Rabu, 19 Februari 2014

How London fashion week hastened my transition into my mother


Can I start by saying just how much I appreciate modern technology? Isn't live video streaming from London fashion week an absolute wonder? And do you ever wonder if you're turning into your mother? These two things are not unrelated. I'll explain.


London fashion week is all very well, you do it once and it's jolly exciting, but there are so many people and so much breathless tearing about, and the February one (A/W14) is nearly always wet and/or snowy and compulsorily cold. Unless you're an Important Person you have to wait in queues all the time, and then you don't get in anyway because they've over-invited and even if I do get in I'm too short to see more than the suggestion of an asymmetric hemline or an artfully dishevelled head. To tell you the truth, it's all a bit frustrating ... maddening actually. I'm middle-aged. I don't need to be doing all that, and video streaming means I don't have to. Please don't misunderstand me - I adore fashion week and wouldn't miss it for the world, but I just want someone to teleport me from venue to venue, usher me into a front-row seat and provide coffee or champagne as required. No waiting, no queuing, and no stiff neck from contorting myself around someone's massive Mulberry. And that's what video provides: fashion week at my desk, warm, dry, refreshments on tap, notebooks and computer handy and all only eight short steps from the loo - which is when I wonder if I'm becoming my mother.


I'm not, of course. I'm just being middle-aged and because I've seen it all before the actual being there seems rather unnecessary. It's not that I'm lazy, just practical, which is another thing that comes with middle age - a short process of weighing up inconvenience and discomfort against what I would be likely to gain from the experience, and whether or not it's worth it. What I want from London fashion week is to be able to see the design, cut, colour and fabric, how it moves and whether it will work for my age group. None of this is likely to be discernible from a viewing position behind someone's elbow. If I can't see it, how can I write about it? Middle age teaches you stuff like this, and very useful it is too. Which isn't to say that I pass on anything I might find mildly disobliging, but I'm pretty sure about what I like and don't like, and after seizing up solid on the Mall during the golden jubilee celebrations last year, I certainly know my limits.



Something I like very much is lines - straight lines, wriggly lines, dotted lines, parallel lines. A line is a fantastically useful thing because it can be directional and tell the eye where to look - such as this dress from Jaeger - or it can break up an outline and blur everything - such as this from Chanel.


Every season the catwalks are overflowing with lines of every description. The lines we can expect to see this spring and summer are what fashion journalists describe as 'painterly'. What they mean is daubs, blobs and scribbles arranged in a loosely line-based way, and in migraine-inducing swirls of colour - as many colours as possible.


This I don't like. It's too frantic and fiddly and makes me think of a Hyacinth Bucket organdie ensemble that's been got at by MirĂ³. More importantly, it is in my view, almost impossible to make this work successfully on the middle-aged female form. Speaking for myself I'd feel altogether too conspicuous - both confused and confusing. I can do scribbles - scribbles are present on my beloved grey Vivienne Westwood dress. These scribbles are vertical mustard 'Vivienne' signatures over a thin red windowpane check. I love this dress and have written about it before - everything about it works and the button-through front has the buttons on crisp origami zigzag points, the line of which draws the eye beautifully to the curve of the waist.


It's the shape that's in charge here and not the squiggles, which serve to underline the design statement. It seems to me that putting design of the fabric over design of the clothes is a misstep frequently made in middle age, and one that is very hard to put your finger on when you study yourself in the mirror. Something feels wrong, but you're not quite sure what it is.


I wonder if the one of the reasons for this is the character expressed in the planes and lines of a middle-aged face. Anything busy about the body fights for attention. We, ourselves, must make the primary statement, backed up by our clothes, not overwhelmed by them. The other reason is that few of us possess, or are inclined to possess, the necessary slim and angular body. Middle age is uncooperative in this regard and anyway we're too busy doing other, more interesting, things, aren't we?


→ PROBLEM DETAILS: When you answer, restate the entries below without altering anything.

→ EXERCISE DATA:
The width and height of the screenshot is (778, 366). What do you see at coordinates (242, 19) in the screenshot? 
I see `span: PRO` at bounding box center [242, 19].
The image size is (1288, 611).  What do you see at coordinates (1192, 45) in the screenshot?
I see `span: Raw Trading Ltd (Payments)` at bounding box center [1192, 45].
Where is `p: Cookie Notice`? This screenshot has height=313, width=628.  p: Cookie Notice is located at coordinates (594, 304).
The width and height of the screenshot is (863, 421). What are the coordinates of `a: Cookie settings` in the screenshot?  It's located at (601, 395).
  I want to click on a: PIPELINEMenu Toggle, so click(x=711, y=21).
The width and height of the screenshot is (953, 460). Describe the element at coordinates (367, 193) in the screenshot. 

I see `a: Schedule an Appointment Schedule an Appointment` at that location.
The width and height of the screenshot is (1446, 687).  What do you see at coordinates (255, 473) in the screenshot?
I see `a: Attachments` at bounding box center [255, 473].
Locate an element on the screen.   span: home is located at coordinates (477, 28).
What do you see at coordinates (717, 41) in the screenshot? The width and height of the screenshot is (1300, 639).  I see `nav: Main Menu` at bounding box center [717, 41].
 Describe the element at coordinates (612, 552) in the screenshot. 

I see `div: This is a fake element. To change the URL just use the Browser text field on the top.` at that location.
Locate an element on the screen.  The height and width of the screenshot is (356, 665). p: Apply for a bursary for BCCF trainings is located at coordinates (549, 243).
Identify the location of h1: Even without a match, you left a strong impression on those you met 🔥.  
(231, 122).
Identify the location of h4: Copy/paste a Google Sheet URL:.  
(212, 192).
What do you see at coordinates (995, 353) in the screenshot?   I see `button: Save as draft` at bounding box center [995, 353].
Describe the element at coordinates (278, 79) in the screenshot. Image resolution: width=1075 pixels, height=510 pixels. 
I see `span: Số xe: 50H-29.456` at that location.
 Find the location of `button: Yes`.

→ SOLUTION FOR THIS PROBLEM:
The width and height of the screenshot is (778, 366). What do you see at coordinates (242, 19) in the screenshot? 
I see `span: PRO` at bounding box center [242, 19].
The image size is (1288, 611).  What do you see at coordinates (1192, 45) in the screenshot?
I see `span: Raw Trading Ltd (Payments)` at bounding box center [1192, 45].
Where is `p: Cookie Notice`? This screenshot has height=313, width=628.  p: Cookie Notice is located at coordinates (594, 304).
The width and height of the screenshot is (863, 421). What are the coordinates of `a: Cookie settings` in the screenshot?  It's located at (601, 395).
  I want to click on a: PIPELINEMenu Toggle, so click(x=711, y=21).
The width and height of the screenshot is (953, 460). Describe the element at coordinates (367, 193) in the screenshot. 

I see `a: Schedule an Appointment Schedule an Appointment` at that location.
The width and height of the screenshot is (1446, 687).  What do you see at coordinates (255, 473) in the screenshot?
I see `a: Attachments` at bounding box center [255, 473].
Locate an element on the screen.   span: home is located at coordinates (477, 28).
What do you see at coordinates (717, 41) in the screenshot? The width and height of the screenshot is (1300, 639).  I see `nav: Main Menu` at bounding box center [717, 41].
 Describe the element at coordinates (612, 552) in the screenshot. 

I see `div: This is a fake element. To change the URL just use the Browser text field on the top.` at that location.
Locate an element on the screen.  The height and width of the screenshot is (356, 665). p: Apply for a bursary for BCCF trainings is located at coordinates (549, 243).
Identify the location of h1: Even without a match, you left a strong impression on those you met 🔥.  
(231, 122).
Identify the location of h4: Copy/paste a Google Sheet URL:.  
(212, 192).
What do you see at coordinates (995, 353) in the screenshot?   I see `button: Save as draft` at bounding box center [995, 353].
Describe the element at coordinates (278, 79) in the screenshot. Image resolution: width=1075 pixels, height=510 pixels. 
I see `span: Số xe: 50H-29.456` at that location.
 Find the location of `button: Yes`.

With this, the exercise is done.